The Thomas Jefferson Memorial is a presidential memorial dedicated to Thomas Jefferson (1743–1826), one of the most important of the American Founding persons. Jefferson was the main drafter and writer of the Declaration of Independence, member of the Continental Congress, governor of the newly independent Commonwealth of Virginia, American minister to King Louis XVI and the Kingdom of France, first U.S. Secretary of State under the first President George Washington, the second Vice President of the United States, and also the third President (1801–1809).
The neoclassical Memorial building on the Tidal Basin off the Washington Channel of the Potomac River was designed by the architect John Russell Pope and built by the Philadelphia contractor John McShain. Construction of the building began in 1939 and was completed in 1943. The bronze statue of Jefferson was added in 1947.
References:Visby Cathedral (also known as St. Mary’s Church) is the only survived medieval church in Visby. It was originally built for German merchants and inaugurated in 1225. Around the year 1350 the church was enlarged and converted into a basilica. The two-storey magazine was also added then above the nave as a warehouse for merchants.
Following the Reformation, the church was transformed into a parish church for the town of Visby. All other churches were abandoned. Shortly after the Reformation, in 1572, Gotland was made into its own Diocese, and the church designated its cathedral.
There is not much left of the original interior. The font is made of local red marble in the 13th century. The pulpit was made in Lübeck in 1684. There are 400 graves under the church floor.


◆ What is being asked ◆
Return a word-for-word copy of the complete listing below.
------------------------------------------------------------------------
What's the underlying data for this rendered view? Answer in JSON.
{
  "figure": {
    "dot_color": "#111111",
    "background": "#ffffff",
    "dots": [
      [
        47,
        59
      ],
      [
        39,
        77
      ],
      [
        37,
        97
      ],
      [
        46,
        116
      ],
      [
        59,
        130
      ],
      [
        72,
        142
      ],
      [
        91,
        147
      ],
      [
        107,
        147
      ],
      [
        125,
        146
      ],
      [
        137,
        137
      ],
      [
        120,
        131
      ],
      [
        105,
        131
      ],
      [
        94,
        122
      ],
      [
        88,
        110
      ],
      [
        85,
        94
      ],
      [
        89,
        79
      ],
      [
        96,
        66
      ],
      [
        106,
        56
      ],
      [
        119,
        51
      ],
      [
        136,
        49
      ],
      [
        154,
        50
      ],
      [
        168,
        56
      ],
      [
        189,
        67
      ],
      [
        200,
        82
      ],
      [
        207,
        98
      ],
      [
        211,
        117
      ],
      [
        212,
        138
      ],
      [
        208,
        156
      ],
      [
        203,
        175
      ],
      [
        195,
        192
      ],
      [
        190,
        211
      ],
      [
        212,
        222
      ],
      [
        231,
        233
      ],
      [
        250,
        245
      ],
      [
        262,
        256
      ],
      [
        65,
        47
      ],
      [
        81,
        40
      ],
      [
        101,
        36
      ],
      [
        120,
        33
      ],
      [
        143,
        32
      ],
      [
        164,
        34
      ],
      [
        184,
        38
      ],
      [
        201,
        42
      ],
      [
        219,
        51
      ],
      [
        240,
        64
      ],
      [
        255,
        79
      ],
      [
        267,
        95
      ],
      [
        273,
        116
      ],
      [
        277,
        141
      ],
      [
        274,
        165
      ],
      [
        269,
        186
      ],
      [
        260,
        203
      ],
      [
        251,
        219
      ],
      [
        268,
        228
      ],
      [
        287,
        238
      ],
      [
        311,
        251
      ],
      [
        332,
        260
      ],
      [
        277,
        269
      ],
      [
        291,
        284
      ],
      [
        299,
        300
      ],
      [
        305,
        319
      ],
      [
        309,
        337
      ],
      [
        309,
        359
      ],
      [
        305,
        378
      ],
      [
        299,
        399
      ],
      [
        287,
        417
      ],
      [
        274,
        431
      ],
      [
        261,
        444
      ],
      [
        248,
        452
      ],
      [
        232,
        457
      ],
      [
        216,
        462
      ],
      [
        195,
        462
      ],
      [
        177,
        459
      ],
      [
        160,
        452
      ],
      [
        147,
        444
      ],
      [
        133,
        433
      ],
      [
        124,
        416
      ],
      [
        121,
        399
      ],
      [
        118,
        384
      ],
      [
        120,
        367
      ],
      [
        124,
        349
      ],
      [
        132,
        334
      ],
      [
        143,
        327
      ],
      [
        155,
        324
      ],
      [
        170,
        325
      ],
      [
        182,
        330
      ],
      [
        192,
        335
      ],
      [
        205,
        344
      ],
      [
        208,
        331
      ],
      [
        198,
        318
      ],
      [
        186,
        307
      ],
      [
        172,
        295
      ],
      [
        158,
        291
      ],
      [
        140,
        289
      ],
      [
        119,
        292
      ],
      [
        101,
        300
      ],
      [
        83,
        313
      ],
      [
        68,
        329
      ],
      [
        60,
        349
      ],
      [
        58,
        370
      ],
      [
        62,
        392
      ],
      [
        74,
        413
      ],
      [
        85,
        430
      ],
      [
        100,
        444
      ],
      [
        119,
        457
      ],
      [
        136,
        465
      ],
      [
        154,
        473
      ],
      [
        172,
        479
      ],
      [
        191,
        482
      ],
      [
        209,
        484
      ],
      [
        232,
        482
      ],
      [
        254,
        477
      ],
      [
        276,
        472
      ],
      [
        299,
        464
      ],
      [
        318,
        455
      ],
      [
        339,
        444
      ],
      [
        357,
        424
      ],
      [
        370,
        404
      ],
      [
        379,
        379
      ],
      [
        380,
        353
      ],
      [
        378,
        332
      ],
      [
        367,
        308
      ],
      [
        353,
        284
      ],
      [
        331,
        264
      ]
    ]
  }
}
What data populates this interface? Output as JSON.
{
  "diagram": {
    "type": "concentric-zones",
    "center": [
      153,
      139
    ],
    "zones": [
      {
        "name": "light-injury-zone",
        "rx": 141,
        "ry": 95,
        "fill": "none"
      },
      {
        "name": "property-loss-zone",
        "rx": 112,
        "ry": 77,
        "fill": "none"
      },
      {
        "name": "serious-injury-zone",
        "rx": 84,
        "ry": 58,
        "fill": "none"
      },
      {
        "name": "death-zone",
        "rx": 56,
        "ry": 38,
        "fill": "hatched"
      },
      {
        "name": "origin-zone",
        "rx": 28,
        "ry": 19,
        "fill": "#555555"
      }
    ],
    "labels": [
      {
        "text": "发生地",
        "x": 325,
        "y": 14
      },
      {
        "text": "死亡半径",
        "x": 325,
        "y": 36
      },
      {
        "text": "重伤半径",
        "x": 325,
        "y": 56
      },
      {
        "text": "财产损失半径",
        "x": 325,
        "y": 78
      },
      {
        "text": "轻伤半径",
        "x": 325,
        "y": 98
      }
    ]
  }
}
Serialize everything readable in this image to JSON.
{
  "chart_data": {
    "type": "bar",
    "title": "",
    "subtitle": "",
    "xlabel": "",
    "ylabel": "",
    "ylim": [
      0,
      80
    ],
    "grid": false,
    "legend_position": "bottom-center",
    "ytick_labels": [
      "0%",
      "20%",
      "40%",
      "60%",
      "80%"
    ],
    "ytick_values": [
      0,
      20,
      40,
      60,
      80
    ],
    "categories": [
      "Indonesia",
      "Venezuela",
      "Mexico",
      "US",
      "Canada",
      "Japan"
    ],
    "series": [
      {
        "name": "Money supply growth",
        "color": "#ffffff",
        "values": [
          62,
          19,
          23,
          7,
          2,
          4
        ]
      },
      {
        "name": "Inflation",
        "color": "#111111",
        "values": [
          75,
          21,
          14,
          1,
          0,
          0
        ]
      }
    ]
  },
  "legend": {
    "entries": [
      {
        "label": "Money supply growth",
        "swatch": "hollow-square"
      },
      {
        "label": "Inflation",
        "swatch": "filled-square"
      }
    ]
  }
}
------------------------------------------------------------------------
◆ Expected answer ◆
What's the underlying data for this rendered view? Answer in JSON.
{
  "figure": {
    "dot_color": "#111111",
    "background": "#ffffff",
    "dots": [
      [
        47,
        59
      ],
      [
        39,
        77
      ],
      [
        37,
        97
      ],
      [
        46,
        116
      ],
      [
        59,
        130
      ],
      [
        72,
        142
      ],
      [
        91,
        147
      ],
      [
        107,
        147
      ],
      [
        125,
        146
      ],
      [
        137,
        137
      ],
      [
        120,
        131
      ],
      [
        105,
        131
      ],
      [
        94,
        122
      ],
      [
        88,
        110
      ],
      [
        85,
        94
      ],
      [
        89,
        79
      ],
      [
        96,
        66
      ],
      [
        106,
        56
      ],
      [
        119,
        51
      ],
      [
        136,
        49
      ],
      [
        154,
        50
      ],
      [
        168,
        56
      ],
      [
        189,
        67
      ],
      [
        200,
        82
      ],
      [
        207,
        98
      ],
      [
        211,
        117
      ],
      [
        212,
        138
      ],
      [
        208,
        156
      ],
      [
        203,
        175
      ],
      [
        195,
        192
      ],
      [
        190,
        211
      ],
      [
        212,
        222
      ],
      [
        231,
        233
      ],
      [
        250,
        245
      ],
      [
        262,
        256
      ],
      [
        65,
        47
      ],
      [
        81,
        40
      ],
      [
        101,
        36
      ],
      [
        120,
        33
      ],
      [
        143,
        32
      ],
      [
        164,
        34
      ],
      [
        184,
        38
      ],
      [
        201,
        42
      ],
      [
        219,
        51
      ],
      [
        240,
        64
      ],
      [
        255,
        79
      ],
      [
        267,
        95
      ],
      [
        273,
        116
      ],
      [
        277,
        141
      ],
      [
        274,
        165
      ],
      [
        269,
        186
      ],
      [
        260,
        203
      ],
      [
        251,
        219
      ],
      [
        268,
        228
      ],
      [
        287,
        238
      ],
      [
        311,
        251
      ],
      [
        332,
        260
      ],
      [
        277,
        269
      ],
      [
        291,
        284
      ],
      [
        299,
        300
      ],
      [
        305,
        319
      ],
      [
        309,
        337
      ],
      [
        309,
        359
      ],
      [
        305,
        378
      ],
      [
        299,
        399
      ],
      [
        287,
        417
      ],
      [
        274,
        431
      ],
      [
        261,
        444
      ],
      [
        248,
        452
      ],
      [
        232,
        457
      ],
      [
        216,
        462
      ],
      [
        195,
        462
      ],
      [
        177,
        459
      ],
      [
        160,
        452
      ],
      [
        147,
        444
      ],
      [
        133,
        433
      ],
      [
        124,
        416
      ],
      [
        121,
        399
      ],
      [
        118,
        384
      ],
      [
        120,
        367
      ],
      [
        124,
        349
      ],
      [
        132,
        334
      ],
      [
        143,
        327
      ],
      [
        155,
        324
      ],
      [
        170,
        325
      ],
      [
        182,
        330
      ],
      [
        192,
        335
      ],
      [
        205,
        344
      ],
      [
        208,
        331
      ],
      [
        198,
        318
      ],
      [
        186,
        307
      ],
      [
        172,
        295
      ],
      [
        158,
        291
      ],
      [
        140,
        289
      ],
      [
        119,
        292
      ],
      [
        101,
        300
      ],
      [
        83,
        313
      ],
      [
        68,
        329
      ],
      [
        60,
        349
      ],
      [
        58,
        370
      ],
      [
        62,
        392
      ],
      [
        74,
        413
      ],
      [
        85,
        430
      ],
      [
        100,
        444
      ],
      [
        119,
        457
      ],
      [
        136,
        465
      ],
      [
        154,
        473
      ],
      [
        172,
        479
      ],
      [
        191,
        482
      ],
      [
        209,
        484
      ],
      [
        232,
        482
      ],
      [
        254,
        477
      ],
      [
        276,
        472
      ],
      [
        299,
        464
      ],
      [
        318,
        455
      ],
      [
        339,
        444
      ],
      [
        357,
        424
      ],
      [
        370,
        404
      ],
      [
        379,
        379
      ],
      [
        380,
        353
      ],
      [
        378,
        332
      ],
      [
        367,
        308
      ],
      [
        353,
        284
      ],
      [
        331,
        264
      ]
    ]
  }
}
What data populates this interface? Output as JSON.
{
  "diagram": {
    "type": "concentric-zones",
    "center": [
      153,
      139
    ],
    "zones": [
      {
        "name": "light-injury-zone",
        "rx": 141,
        "ry": 95,
        "fill": "none"
      },
      {
        "name": "property-loss-zone",
        "rx": 112,
        "ry": 77,
        "fill": "none"
      },
      {
        "name": "serious-injury-zone",
        "rx": 84,
        "ry": 58,
        "fill": "none"
      },
      {
        "name": "death-zone",
        "rx": 56,
        "ry": 38,
        "fill": "hatched"
      },
      {
        "name": "origin-zone",
        "rx": 28,
        "ry": 19,
        "fill": "#555555"
      }
    ],
    "labels": [
      {
        "text": "发生地",
        "x": 325,
        "y": 14
      },
      {
        "text": "死亡半径",
        "x": 325,
        "y": 36
      },
      {
        "text": "重伤半径",
        "x": 325,
        "y": 56
      },
      {
        "text": "财产损失半径",
        "x": 325,
        "y": 78
      },
      {
        "text": "轻伤半径",
        "x": 325,
        "y": 98
      }
    ]
  }
}
Serialize everything readable in this image to JSON.
{
  "chart_data": {
    "type": "bar",
    "title": "",
    "subtitle": "",
    "xlabel": "",
    "ylabel": "",
    "ylim": [
      0,
      80
    ],
    "grid": false,
    "legend_position": "bottom-center",
    "ytick_labels": [
      "0%",
      "20%",
      "40%",
      "60%",
      "80%"
    ],
    "ytick_values": [
      0,
      20,
      40,
      60,
      80
    ],
    "categories": [
      "Indonesia",
      "Venezuela",
      "Mexico",
      "US",
      "Canada",
      "Japan"
    ],
    "series": [
      {
        "name": "Money supply growth",
        "color": "#ffffff",
        "values": [
          62,
          19,
          23,
          7,
          2,
          4
        ]
      },
      {
        "name": "Inflation",
        "color": "#111111",
        "values": [
          75,
          21,
          14,
          1,
          0,
          0
        ]
      }
    ]
  },
  "legend": {
    "entries": [
      {
        "label": "Money supply growth",
        "swatch": "hollow-square"
      },
      {
        "label": "Inflation",
        "swatch": "filled-square"
      }
    ]
  }
}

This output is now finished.